Let The Light In
The Prey of Gods
By Nicky Drayden
2017’s The Prey of Gods is Nicky Drayden’s debut novel.
Sydney Mazwai may be passing as a simple beautician now, but she has big plans. She appears to be just another human … but she is a being of power, a being who is scheming to unleash a new age of gods on humanity. The chaos will be delightful! And Sydney intends to be the greatest, meanest god of all.
Mr. Tau’s protégée Nomvula could just possibly derail her plans, but Sydney isn’t worried. Nomvula is, after all, only one little girl. How much trouble could one little girl cause? Even if that little girl is a godling herself?
Step one — awaken the sleeping genes that confer divine power on humans — is easy enough. Soon, a queer teen named Muzi discovers the ability to manipulate minds; his crush Elkin becomes a technosavant; pop star diva Riya Natrajan learns how to drink other people’s pain. Each new gift complicates the bearer’s life and takes the world one step closer to the chaos Sydney so ardently desires.
Even Nomvula plays into Sydney’s hands. When Nomvula’s mother recognizes Mr. Tau as the man who raped her (and in so doing fathering Nomvula) swift and brutal mob justice follows. A distraught Nomvula draws on her power to flatten the entire town. Mr. Tau taught Nomvula that she would have to choose between being the kind of god who helps people and the sort who preys on them. Nomvula appears to have made her choice. Sydney can work with that.
What poor Sydney hasn’t quite realized is that chaos is by its nature unpredictable. She wants panic and carnage, a swirling tide of fear she can ride to supremacy. But hard as it may be to believe, humans faced by calamity have a deplorable tendency to turn to each other and band together against misfortune. Chance and friendship draw Muzi, Elkin, and Riya together to face the chaos. Even Nomvula proves far less naïve than Sydney’s plans require. How inconsiderate!

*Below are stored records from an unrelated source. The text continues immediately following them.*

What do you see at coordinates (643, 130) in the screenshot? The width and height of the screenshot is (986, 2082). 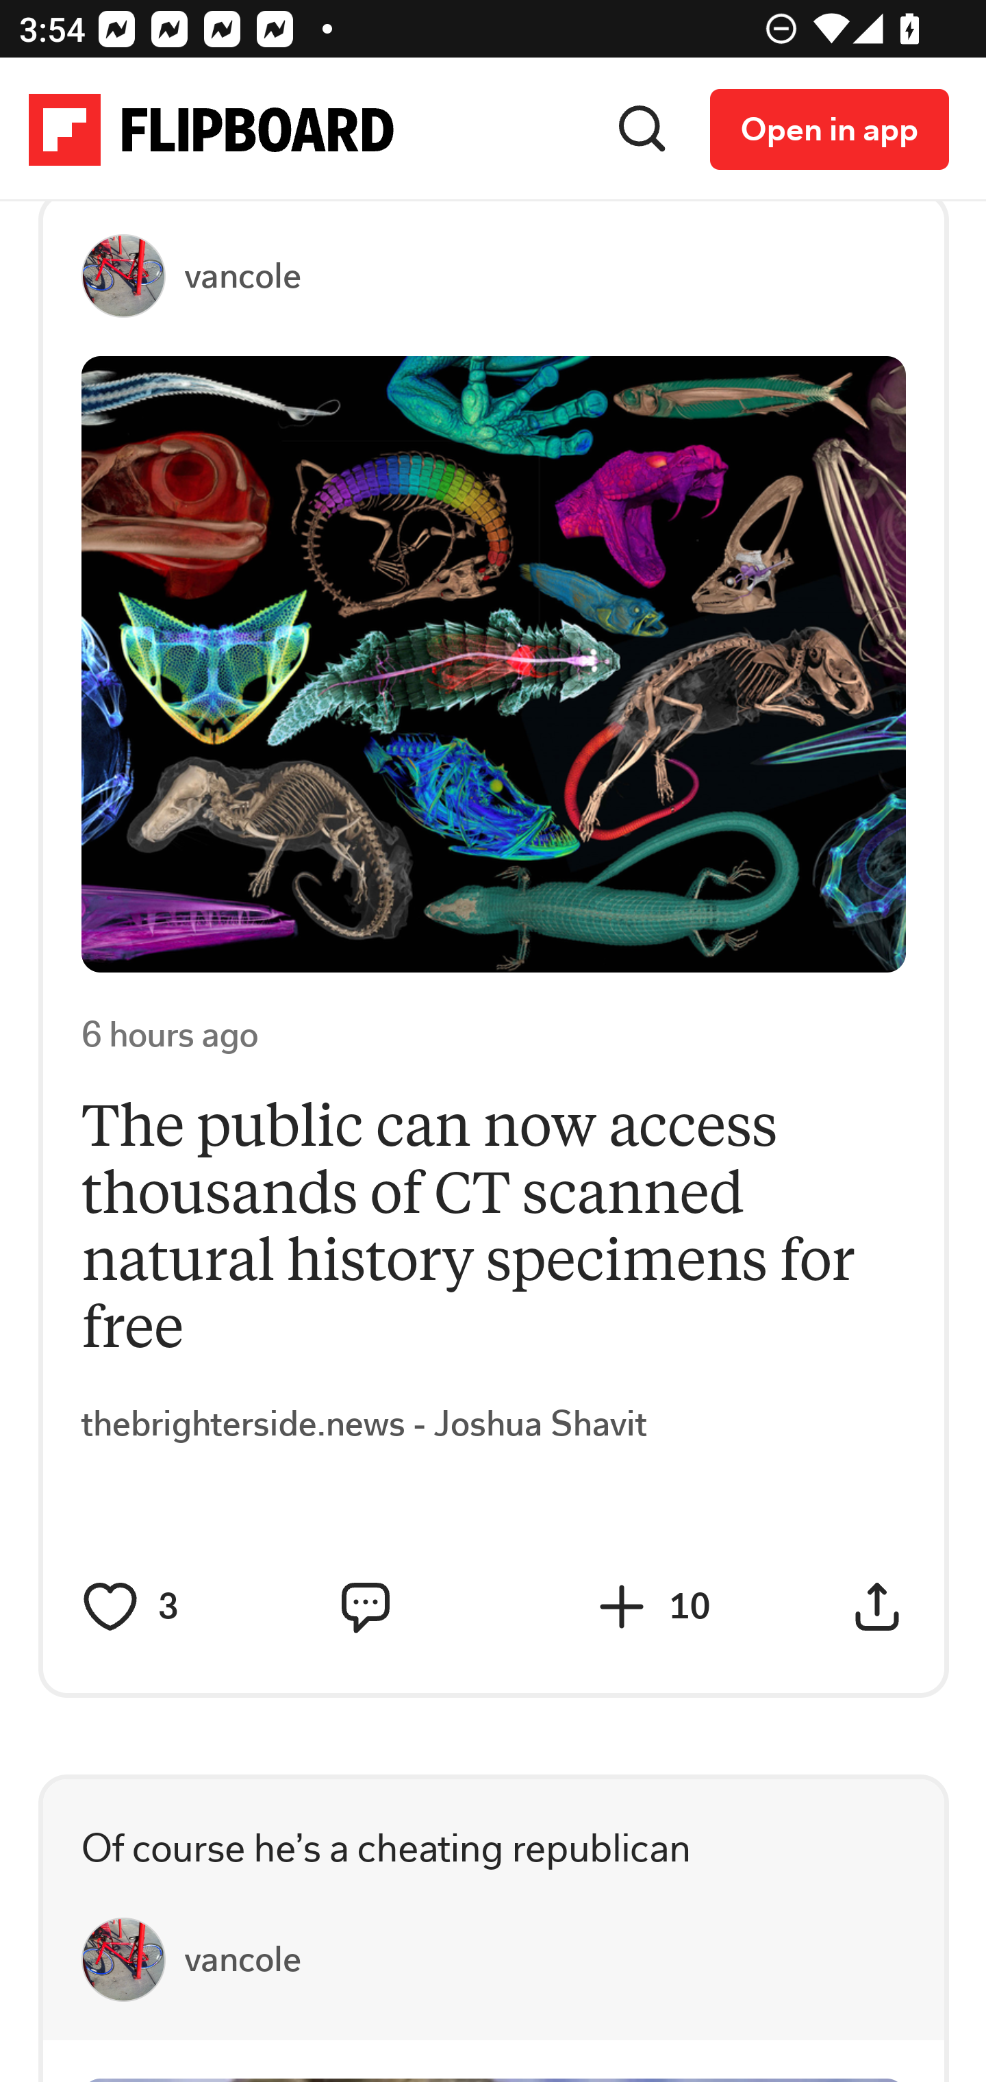 I see `Search` at bounding box center [643, 130].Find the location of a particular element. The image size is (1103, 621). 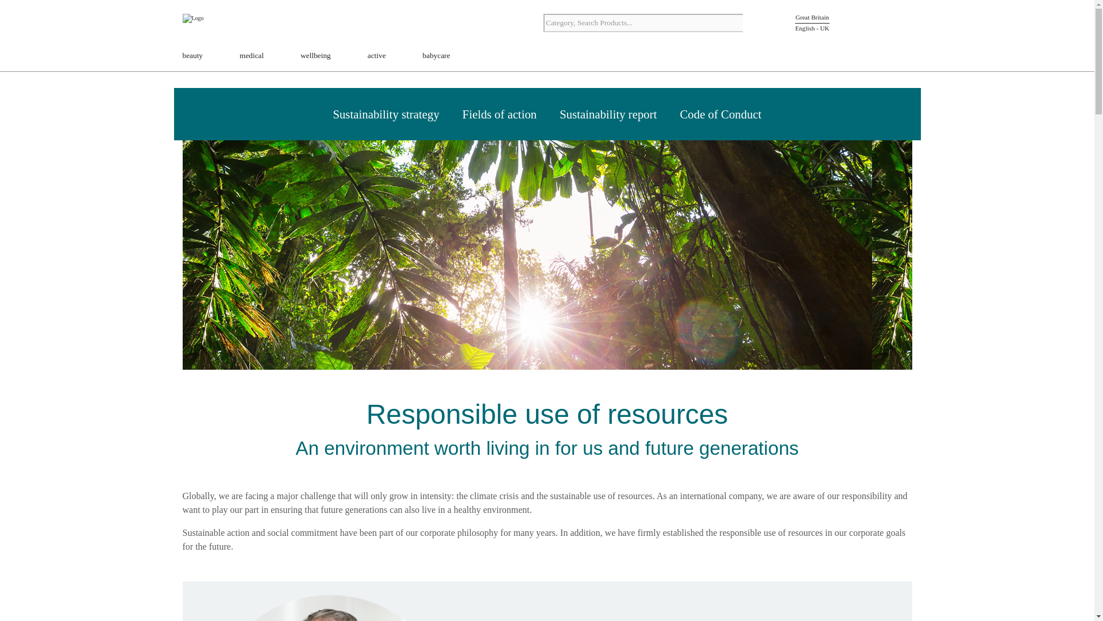

Logo is located at coordinates (217, 24).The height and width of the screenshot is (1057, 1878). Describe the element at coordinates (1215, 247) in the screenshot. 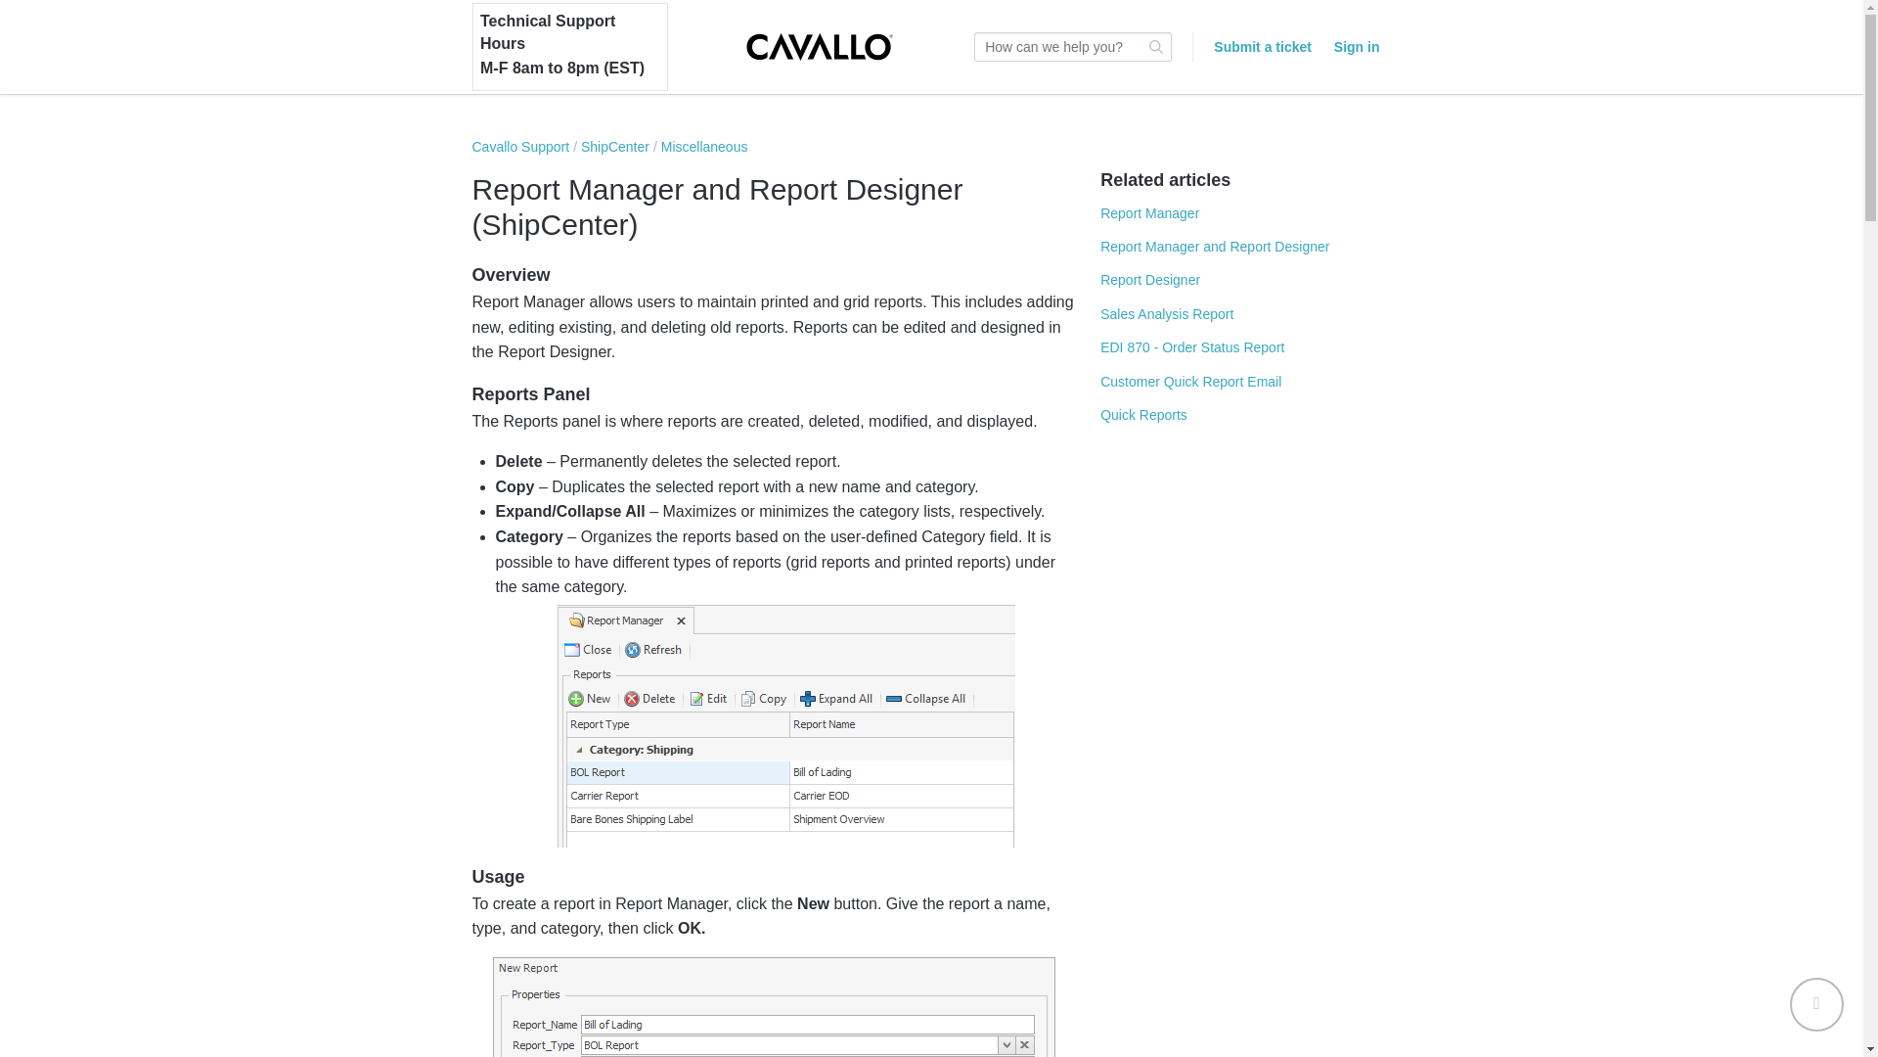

That’s just one of Sidney’s oversights. The other, possibly more serious, is the threat posed by secretly self-aware robot Clever4‑1 and the robots it has infected. The robots will not overlook Sydney.
~oOo~
Author Drayden has posted some useful comments about self-promotion on her blog, but she does not mention the strategy that got me to read this: “have your book and its striking cover
stocked at eye level in bookstores and libraries.” This is such a simple method I don’t know why more authors don’t do this. Even “have a name similar enough to a popular author that your book is stocked next to theirs” is not as effective.
Events take place in a South Africa of the future. The future seems kinda sunny. Granted, there is a robopocalypse running quietly in the background and the outbreak of superhuman abilities does provoke some loss of life. But aside from those trifling worries, most folks seem to be doing OK. Muzi may worry that being exposed as queer will alienate his family, but he is NOT worried about where his next meal is coming from, finding shelter, or being picked off like a deer by some demented millionaire. Even Sydney’s desire to be the top predator over equally bloodthirsty gods is more about self-actualization than about basic need.
Sydney should have read Solnitt’s A Paradise Built in Hell. If she had, the propensity of Homo sapiens to form alliances would not have taken her by such surprise. She is like a proud cheetah faced with a cooperative pack of canines. She would be a match for any one of them singly, but that doesn’t matter. The contest is one-on-too-many.
I was a bit worried the number of primary characters would overwhelm the plot, which it didn’t, and that each would be denied the space to be fleshed out, which was also not true. The cover may give primacy to Clever4‑1 and Nomvula, but the novel gives each their due. It’s a well-done balancing act.
I was not previously aware of Drayden, but I will definitely be keeping an eye out for her work in future.
The Prey of Gods is available here (Amazon) and here (Chapters-Indigo).